Adaptive design and layers

One of the topic that struck me as very compelling in Dan Saffer's "Designing for Interaction: Creating Smart Applications and Clever Devices (VOICES)" was the chapter about smart applications and clever devices. In this part, the author describes the different ways to design with that goal in mind: give applications/services a sense of history, design for multitasking, allows customization, personalization, adaption or hackability. Among all the different "design for hackability" concepts, the one of "layers" (Steward Brand and Tom Moran) is very relevant. The idea lies on the discrimination of "fast layers" that can change frequently and easily, and "slow layers" that provide stability and continuity, like a foundation. As Dan Saffer describes:

If products are desgied so that the upper layers are more exposed (if the seams show, in other words), hackers can play with those, leaving the bottom layers to provide continuity and possibility to eventually integrate changes made in the upper level.

Such a concept is nicely exemplified in Tom Moran's talk about "Adaptive Design" at DIS in 2002 (see the powerpoint slides as well as Dan Hill's notes):

Moran describes why Victorian Houses are so "adaptable": it's because of their sturdiness , the generous hallway, the room is the module, not the dwelling unit and modular rooms (same size, generous, each has light, connectable). [An aparté here, this is very pertinent lately with computing pervading the environment, as described by Jef Huang's talk the other day that stressed this idea of having a core foundation and flexible components in the Swiss House].

Saffer then goes on:

If an application is designed so that those in the know can find the seams between some of these layers (for instance, form instructions hidden in the visible source code), then hackers can hack those locations to their heart's content.

He mentions people "in the know" who can "hack" but what about the down-to-earth end- users, what about giving them the opportunity to "slip between layers". Maybe what I am discussing here has no sense because this is only about turning every user in a hacker (Ã la Michel de Certeau).

One of the strength in Saffer's book is the well-informed interview that are smart enough to provide more context to his take.

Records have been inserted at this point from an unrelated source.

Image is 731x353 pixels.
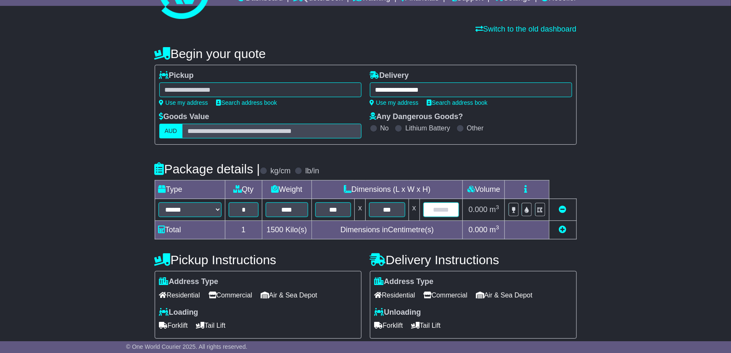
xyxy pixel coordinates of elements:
label: Pickup [159,71,194,80]
span: 0.000 [469,205,487,213]
td: x [408,199,419,221]
label: Goods Value [159,112,209,121]
span: 1500 [266,225,283,234]
span: Forklift [374,319,403,332]
label: Other [467,124,484,132]
span: Residential [374,288,415,301]
a: Search address book [216,99,277,106]
label: Unloading [374,308,421,317]
a: Search address book [427,99,487,106]
span: Commercial [208,288,252,301]
a: Use my address [159,99,208,106]
h4: Package details | [155,162,260,176]
span: m [490,225,499,234]
label: lb/in [305,166,319,176]
span: m [490,205,499,213]
span: © One World Courier 2025. All rights reserved. [126,343,248,350]
td: Kilo(s) [262,221,311,239]
span: Commercial [424,288,467,301]
span: Air & Sea Depot [261,288,317,301]
td: x [355,199,366,221]
label: Any Dangerous Goods? [370,112,463,121]
td: Volume [463,180,505,199]
label: Loading [159,308,198,317]
a: Switch to the old dashboard [475,25,576,33]
td: Total [155,221,225,239]
label: kg/cm [270,166,290,176]
label: AUD [159,124,183,138]
a: Use my address [370,99,419,106]
h4: Begin your quote [155,47,577,61]
span: 0.000 [469,225,487,234]
label: Address Type [374,277,434,286]
span: Tail Lift [196,319,226,332]
td: 1 [225,221,262,239]
label: No [380,124,389,132]
span: Residential [159,288,200,301]
span: Tail Lift [411,319,441,332]
a: Add new item [559,225,566,234]
label: Address Type [159,277,219,286]
a: Remove this item [559,205,566,213]
span: Forklift [159,319,188,332]
sup: 3 [496,224,499,230]
h4: Delivery Instructions [370,253,577,266]
td: Qty [225,180,262,199]
label: Lithium Battery [405,124,450,132]
h4: Pickup Instructions [155,253,361,266]
span: Air & Sea Depot [476,288,532,301]
label: Delivery [370,71,409,80]
sup: 3 [496,204,499,210]
td: Type [155,180,225,199]
td: Dimensions (L x W x H) [311,180,463,199]
td: Weight [262,180,311,199]
td: Dimensions in Centimetre(s) [311,221,463,239]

About this layer issue, Dan Hill's contribution is a good addendum. In this interview, one of his points regarding the creation of hackable products are to:

  1. make sure affordances and seams are clear and malleable.
  2. enable interrogation, cloning and manipulation on particular layers.
  3. learn for the malleability, object-oriented nature and social behavior of code.
  4. build products that are self-aware in terms of behavior/usage, which then present those findings back to the users.
  5. enable products to emerge from this behavior, as well as from design research
  6. enable social interaction around products

Why do I blog this Back to the idea of building "clever and smart products", I found this discussion very relevant, ten times more than the discussion about automation and intelligent agent that people keep bringing to the table. I am not referring to Saffer's book here, what I'd like to stress here is that the direction I see technological innovation heading will be closer to that vision of adaptive design.

Would it be possible to link those thoughts to the discusson about granularity in uibcomp that Fabien mentions, in his blogpost on that topic?